Frequently asked about anti-martingale

What is an anti-martingale in trading?+
A position-sizing system where you INCREASE size after wins and DECREASE size after losses — the opposite of martingale.
When will I see anti-martingale used in real trading?+
In every fixed fractional sizing system. The default of every modern position-sizing calculator.
What is the most common mistake traders make with anti-martingale?+
Pyramiding INTO losing positions. That's martingale, not anti-martingale. Anti-martingale only adds size after the position is already profitable.
What do experienced traders know about anti-martingale that beginners don't?+
Use percentage-of-equity sizing for built-in anti-martingale behavior. Risk 1% per trade and your size automatically grows when you win and shrinks when you lose.

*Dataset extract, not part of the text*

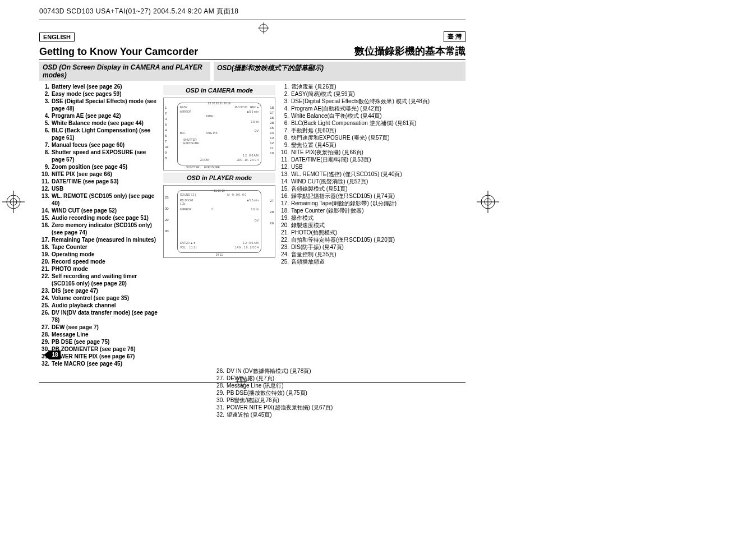 Image resolution: width=756 pixels, height=535 pixels. What do you see at coordinates (271, 133) in the screenshot?
I see `callout-number: 14` at bounding box center [271, 133].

Compounding does the rest.

Related terms

Practice stack

Read the lesson here. Mark the chart on TradingView. Compare brokers with the checklist.

TradingView is the chart workspace most learners already recognize: watchlists, alerts, drawings, and clean multi-market charts. Broker research stays methodology-first: jurisdiction, costs, platform, withdrawals, and risk before any account decision.

TradingView is charting software, not a signal. Check broker eligibility, funding timing, and risk before opening anything.